* For the writers at NBC’s First Read, the hope of an eventual Trump pivot lives on.
After a chaotic and controversial first month in office, President Trump’s week has the potential for a bit of a reset — a new national security adviser, a revised travel ban, even a stop this morning at the National Museum of African American History and Culture. But here’s the $64,000 question: Can Trump enjoy a no-drama week? The stakes are important, given that Congress is on recess with many of its members holding town halls across the country, and given that Trump’s approval rating stands at historic lows for a new president. This week is a big opportunity for the president and his team. Can they seize it?
I can answer that question with one word: No. What we are likely experiencing is the depressive side of Trump’s manic/depressive tendencies after he let loose over the weekend. If you can point me to a time in the president’s history when he seized the opportunity to become “no-drama,” I’m all ears.
* To be honest, this has been a relatively slow news days compared to what we’ve been experiencing in the Trump era. You know that’s true when an Ann Coulter wanna-be who got booted from CPAC and Breitbart claims most of the headlines. But no, that’s not really news and even mentioning his name sends us careening into the void that is this guy’s insatiable need for attention. So don’t hold your breath for me to go there.
* Similar to the story I highlighted yesterday from Frank Morris about how the town of Garden City, Kansas was renewed by immigrants, Jesse McKinley reports on what has happened in places like Buffalo and Rochester, New York. These are stories that Donald Trump and Steve Bannon don’t want you to hear about as they try to demonize refugees.
Newcomers have filled up hundreds of empty homes and apartments, and poured money and energy into destitute neighborhoods. Former churches have been reborn as mosques and refugee health centers, or found new congregants to fill pews and collection plates. Students have restocked classrooms at public schools where enrollment had been in a decades-long downward spiral. Storefront “For Rent” signs have given way to “Grand Openings.”
While President Trump has cast incoming refugees in a sinister light, the influx into the beleaguered communities along New York’s old Erie Canal has been a surprising salve for decades of dwindling population and opportunity.
The impact has been both low-budget and high-tech: Foreign-born students from countries like Iran have flocked to programs — and paid tuition and fees — at upstate schools offering advanced scientific degrees, while street-level entrepreneurs have started shops offering knickknacks and takeout for curious locals, and exotic staples and calls home for homesick émigrés.
Local businesses have found cheap, willing labor in the rolling stocks of refugees, while resettlement agencies have used federal funding to assist with their assimilation, creating work for everyone from refrigerator sellers to house painters.
* As regular readers know, one of the stories I followed closely during the Obama administration was how he kept his promises to Native Americans. That is why I find this story so deplorable.
Native American reservations cover just 2 percent of the United States, but they may contain about a fifth of the nation’s oil and gas, along with vast coal reserves.
Now, a group of advisors to President-elect Donald Trump on Native American issues wants to free those resources from what they call a suffocating federal bureaucracy that holds title to 56 million acres of tribal lands, two chairmen of the coalition told Reuters in exclusive interviews.
The group proposes to put those lands into private ownership – a politically explosive idea that could upend more than century of policy designed to preserve Indian tribes on U.S.-owned reservations, which are governed by tribal leaders as sovereign nations.
* I always find creative resisters to be uplifting.
Someone put stickers on milk jugs of “missing” US Rep. (GOP, Calif 8th) who refuses to hold town meetings. @WhereIsPaulCook @bittersweetdb pic.twitter.com/mUx9HRA3yn
— Alan (@GammaCounter) February 21, 2017
* If you are looking for a resistance effort to join, Al Giordano has some great advice in a thread that starts with this tweet.
Here’s the kicker:
* Finally, let’s end the day with some music for the resistance from Ben Harper.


— EXERCISE —
Every line below should come back exactly as written, though the pictures stay out.
*** DATA SUPPLIED ***
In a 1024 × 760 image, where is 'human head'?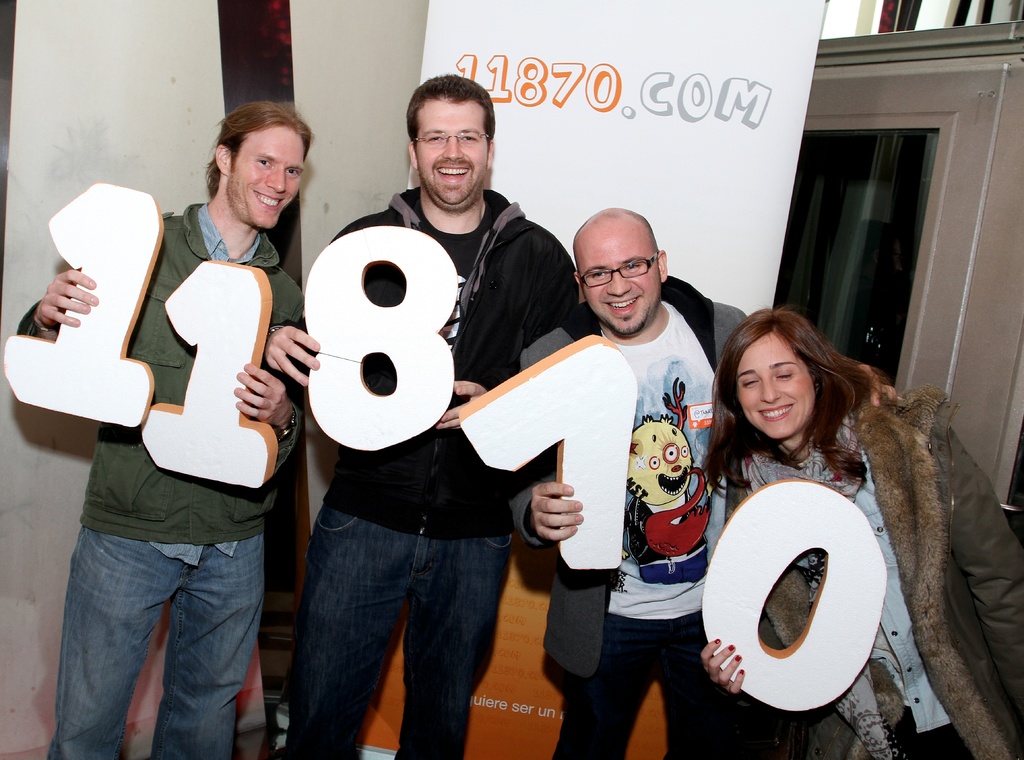
[724,304,845,441].
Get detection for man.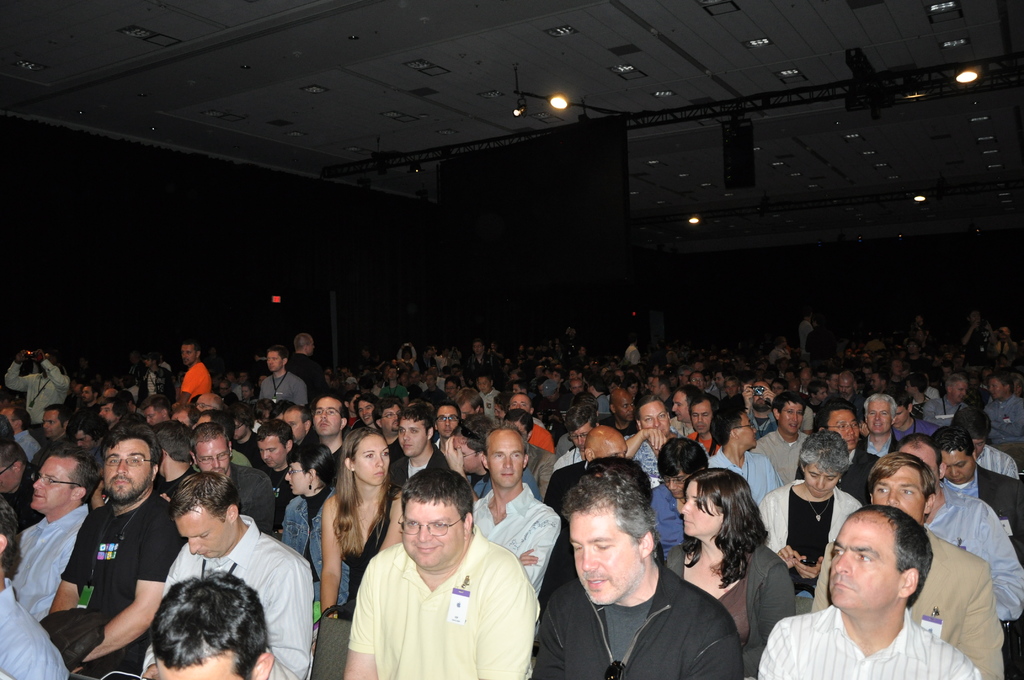
Detection: {"left": 314, "top": 393, "right": 351, "bottom": 476}.
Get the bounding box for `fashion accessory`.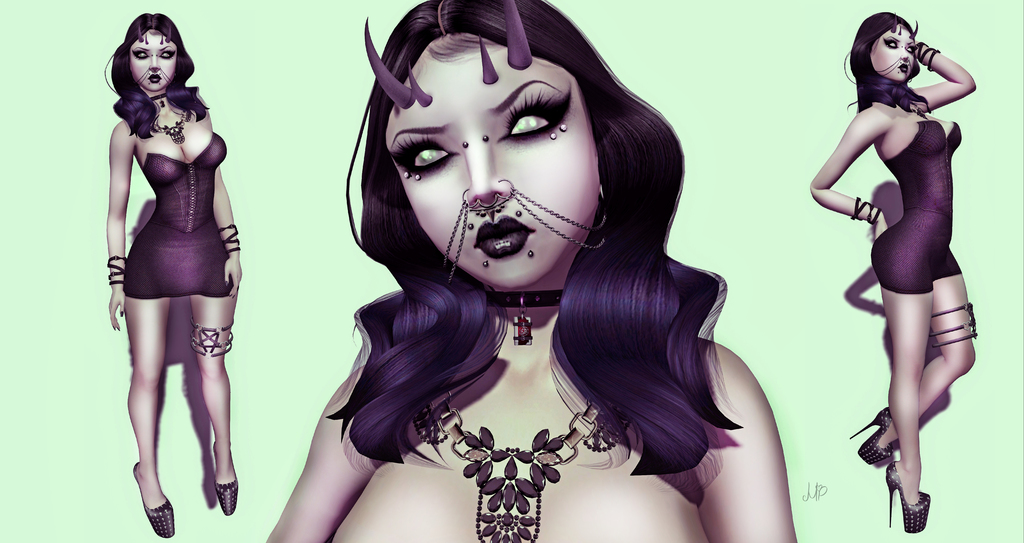
[483, 136, 487, 142].
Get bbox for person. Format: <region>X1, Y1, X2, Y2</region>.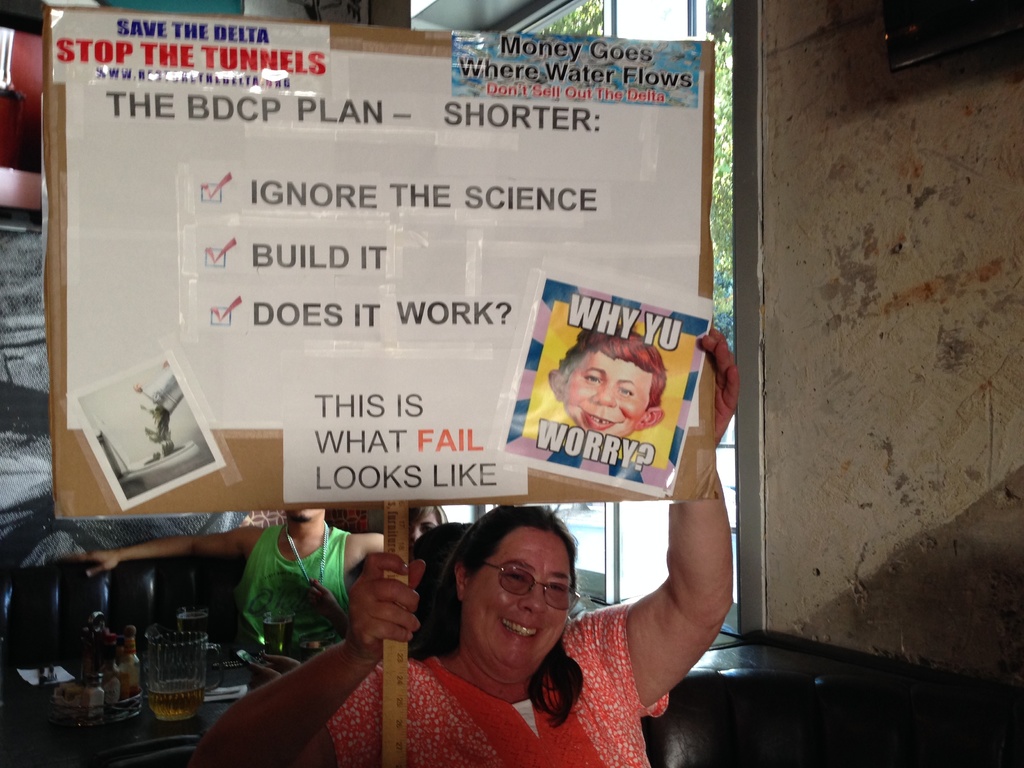
<region>499, 323, 668, 493</region>.
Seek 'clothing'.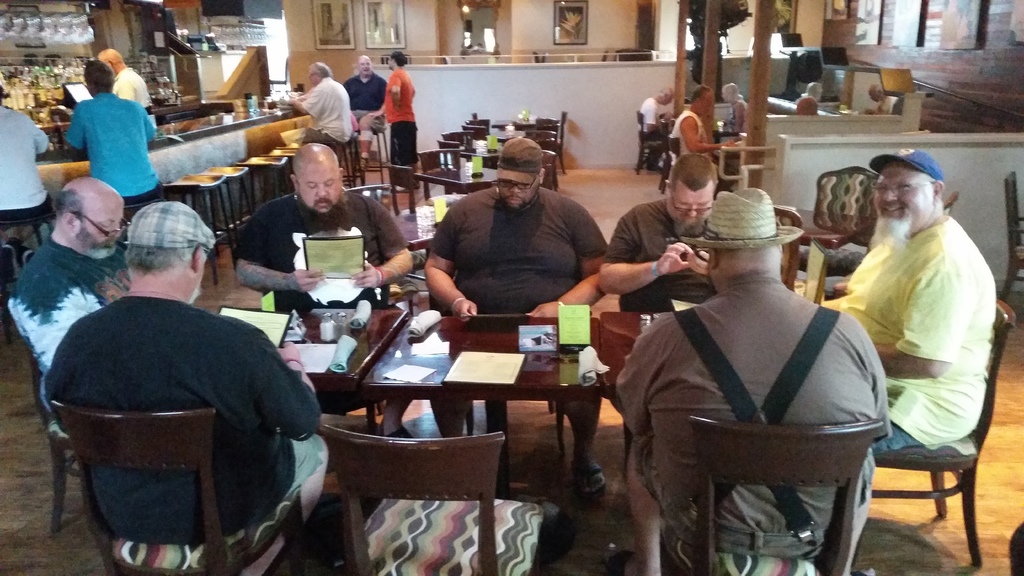
(632,93,666,139).
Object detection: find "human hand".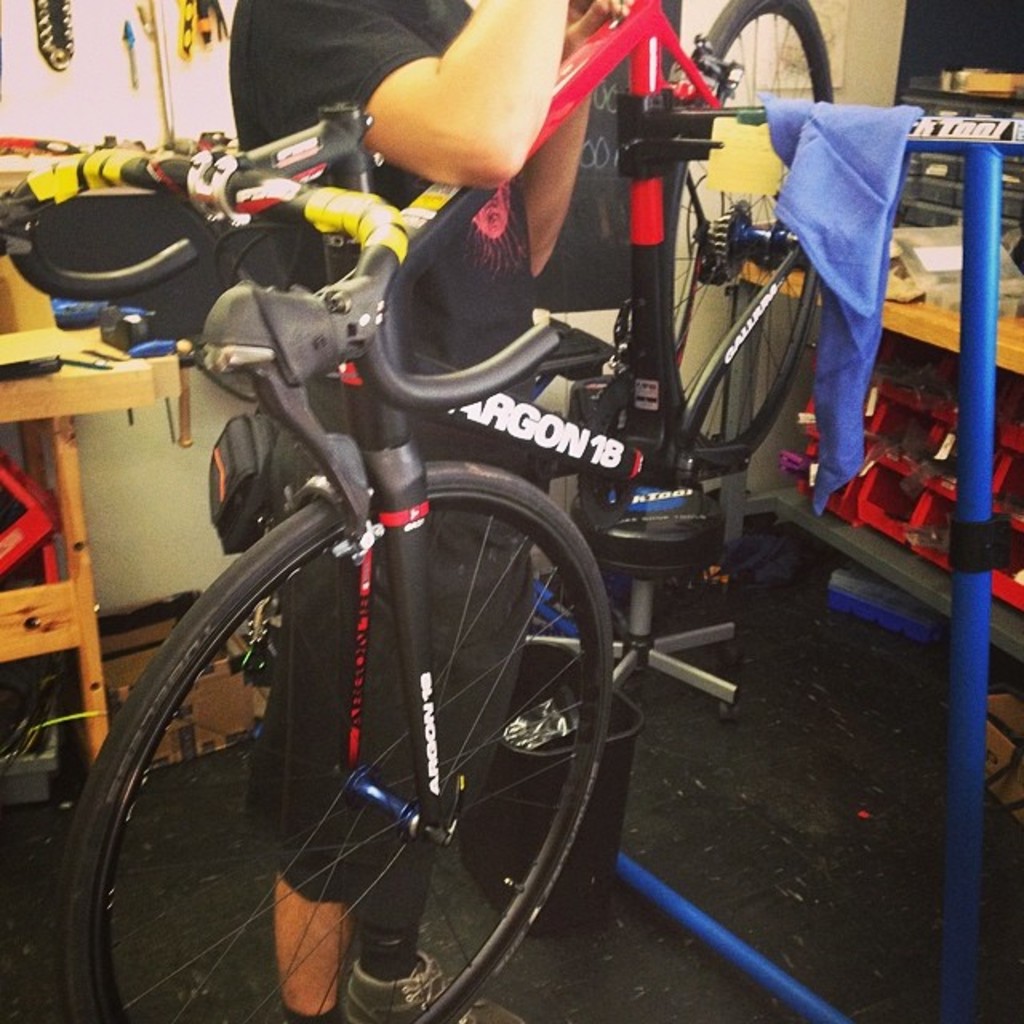
left=560, top=0, right=637, bottom=58.
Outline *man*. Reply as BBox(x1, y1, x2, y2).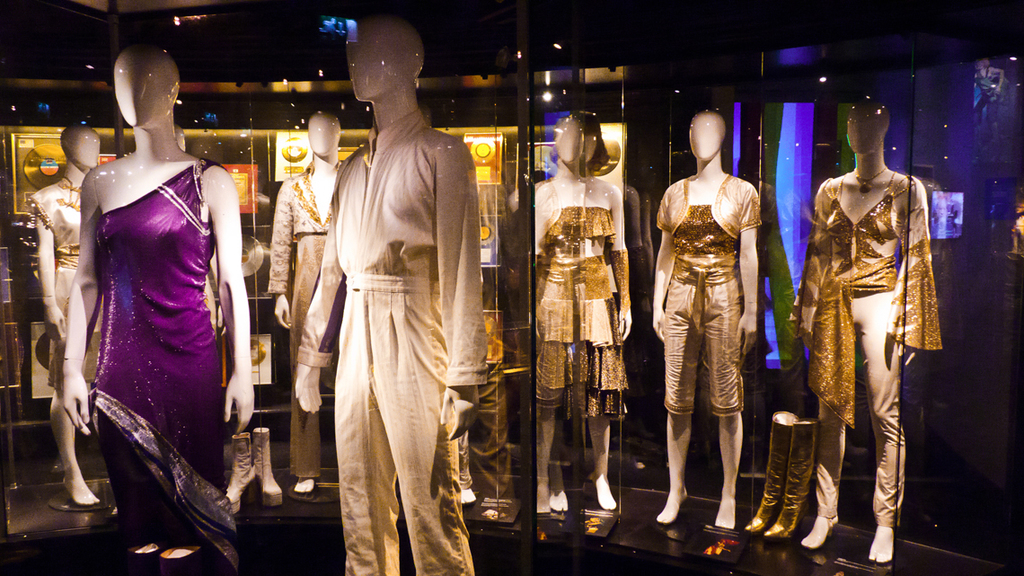
BBox(291, 8, 488, 575).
*** End of DATA SUPPLIED ***
— WORKED SOLUTION —
In a 1024 × 760 image, where is 'human head'?
[724,304,845,441].
Get detection for man.
Detection: {"left": 314, "top": 393, "right": 351, "bottom": 476}.
Get the bounding box for `fashion accessory`.
[483, 136, 487, 142].
Get bbox for person. Format: <region>X1, Y1, X2, Y2</region>.
<region>499, 323, 668, 493</region>.
Seek 'clothing'.
(632,93,666,139).
Object detection: find "human hand".
left=560, top=0, right=637, bottom=58.
Outline *man*. Reply as BBox(x1, y1, x2, y2).
BBox(291, 8, 488, 575).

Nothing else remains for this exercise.